Bloomsbury’s bad decision turns it into a ‘Liar’

When I was at Book Expo America back in May, one of the “must-grab” pre-publication books (called ARCs, or advance reader copies) handed out like candy was a young adult novel by Justine Larbalestier called Liar, about a young girl whose world of pathological untruths slowly dissolves around the reader. It’s an amazing, dark and disturbing story that leaves pretty much every question unanswered (you may hate that, but it’s the sort of device I can’t get enough of in books, and, for a YA book it’s really heavy and high-level). This is the cover (at right), as done by Larbalestier’s American publisher, Bloomsbury (Liar has already been out for a minute in her native Australia)

Almost immediately upon cracking that book’s spine, though, what you’ll find is that Micah, the teenage girl narrator, is, as the author describes her, “black with nappy hair which she wears natural and short.”
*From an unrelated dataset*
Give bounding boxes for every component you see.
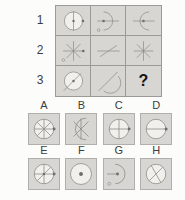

Anything discordant with that statement when you look at the cover?

Exactly.

I hadn’t started reading Liar when news began to break of Larbalestier’s distaste for what she termed a “whitewashing” of her book,  but when I did, despite the book’s creepily compelling plot and a narrator constantly shifting from reliable to untrustable, that cover, the little white girl with the straight hair and the big eyes, kept pulling me back out. Bleeding-edge New York-based lit critique blog and performance group Fiction Circus took that sense of disconnect all the way to the mat when it caught wind of what was going on:

“If a black cover is an absolute deal-breaker, THEN USE SOME OTHER IMAGE. Like, the word “Liar” up in flames. Or a central image from the text. A broken mirror. ANYTHING. Don’t put a little white girl on the front of your book about a little black girl. It’s going to change people’s ideas about the narrative, which is primarily a story about identity in the first place.”